Please output the data exactly, minus pictures.
********************
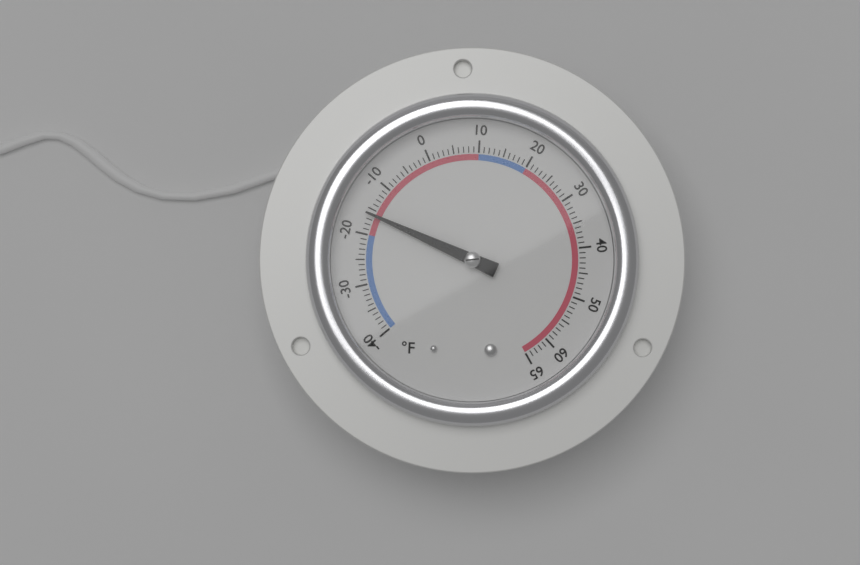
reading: -16 °F
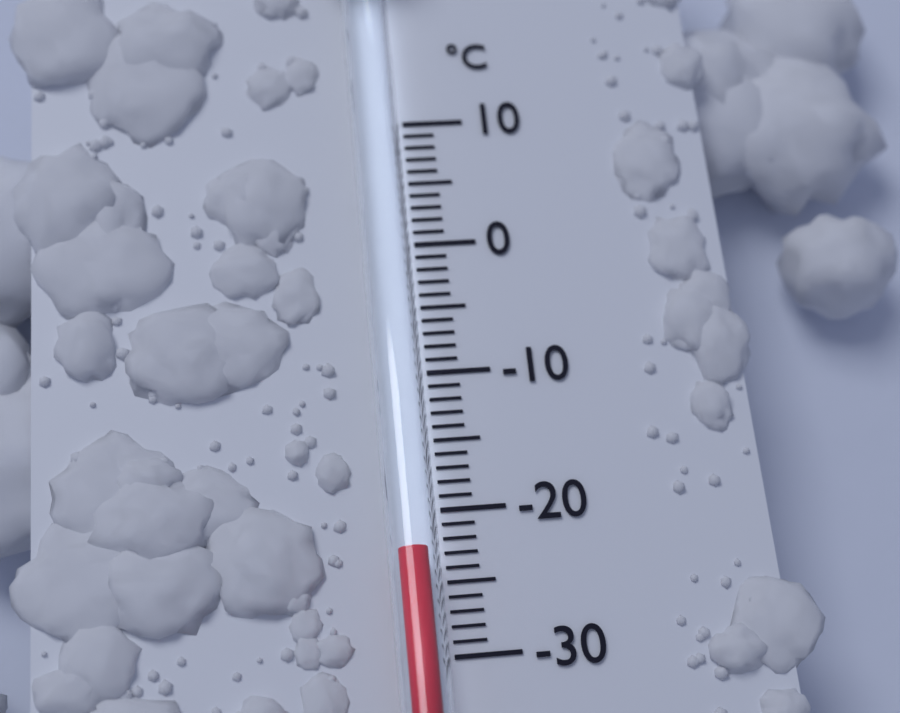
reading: -23 °C
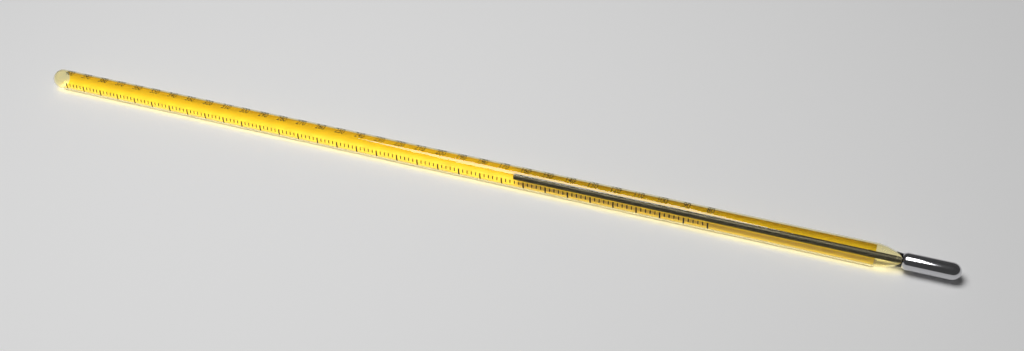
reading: 166 (no unit)
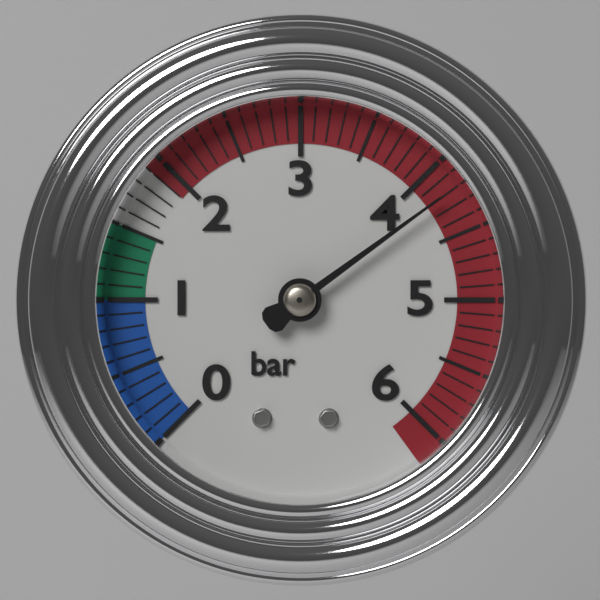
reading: 4.2 bar
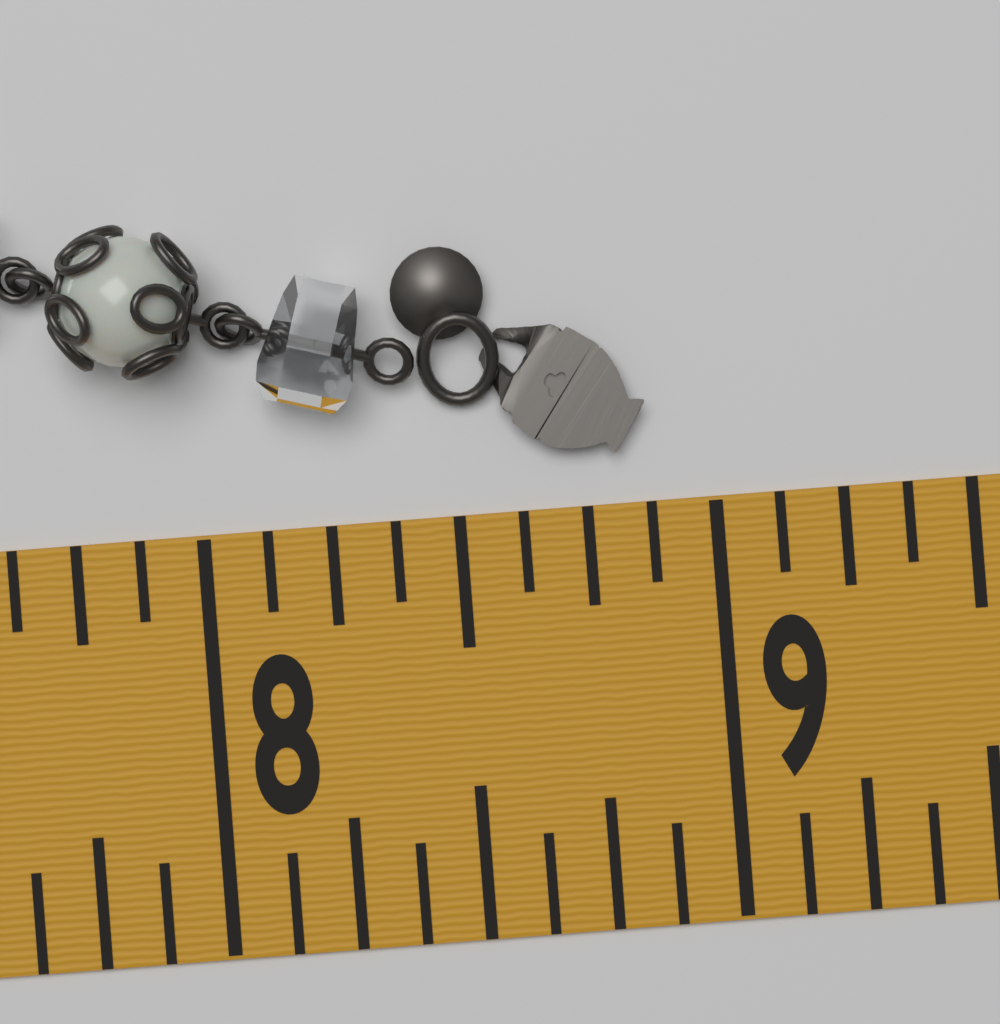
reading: 8.875 in
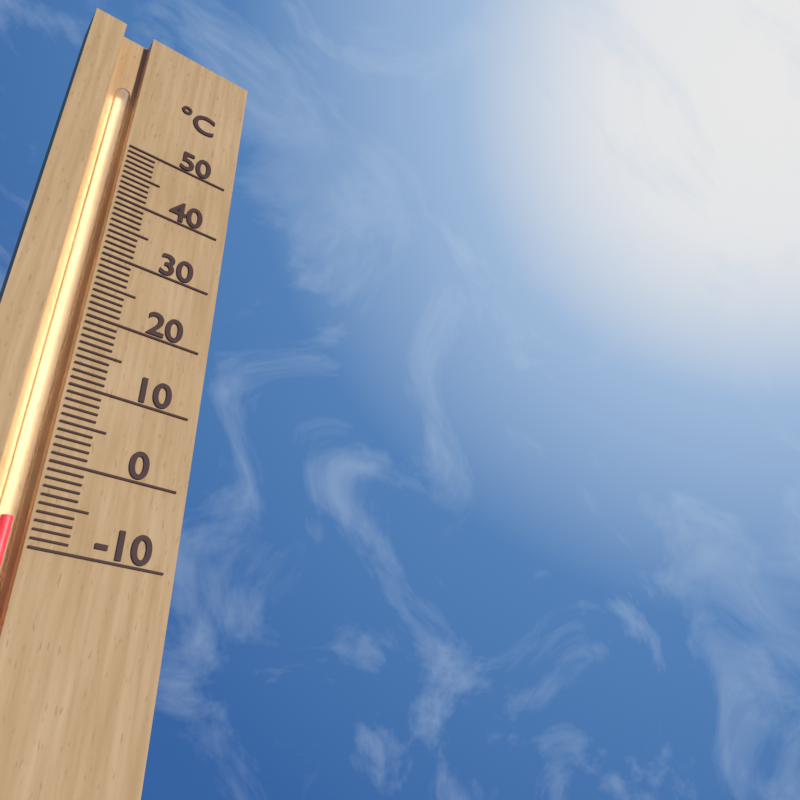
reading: -7 °C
********************
## Output of the task
reading: -16 °F
reading: -23 °C
reading: 166 (no unit)
reading: 4.2 bar
reading: 8.875 in
reading: -7 °C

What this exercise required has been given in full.